Exact key lookup. Returns the stored value or not_found.
AI agents call recall_by_key to retrieve information from Nexus Core without modifying anything — typically the context-gathering step in research, monitoring, and reporting workflows, before the agent takes action elsewhere.
This tool performs a simple data lookup operation by key and returns either the stored value or a not_found response. It is purely informational with no capability to modify, delete, or execute operations. The severity is low because even if an AI agent misuses it by looking up sensitive keys, the damage is limited to information disclosure rather than data modification or destruction.
From the tool's definition Tool description states 'Exact key lookup. Returns the stored value or not_found.' - a retrieval operation with no side effects.
Attacks that exploit this kind of access
Exact key lookup. Returns the stored value or not_found. It is categorised as a Read tool in the Nexus Core MCP Server, which means it retrieves data without modifying state.
Register the Nexus Core MCP server in PolicyLayer and add a rule for recall_by_key: allow, deny, rate-limit, or require approval. Point your MCP client at the PolicyLayer proxy URL and the rule is enforced on every call, before it reaches Nexus Core. Nothing to install.
recall_by_key is a Read tool with low risk. Read-only tools are generally safe to allow by default.
Yes. Add a rate_limit block to the recall_by_key rule in your PolicyLayer policy.

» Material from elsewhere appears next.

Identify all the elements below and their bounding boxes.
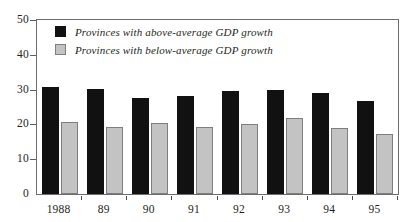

For example, setting max: 10 and window: 60 limits the tool to 10 calls per minute. Rate limits are tracked per agent session and reset automatically.
Set action: deny in the PolicyLayer policy for recall_by_key. The AI agent will receive a policy violation error and cannot call the tool. You can also include a reason field to explain why the tool is blocked.
recall_by_key is provided by the Nexus Core MCP server (noumenon-ai/nexus-core). PolicyLayer sits as a proxy in front of this server to enforce policies before tool calls reach the server.
Every MCP server has a record like this.
Type a name, get the same breakdown: verified identity, auth posture, risk grade, capabilities, recommended policy.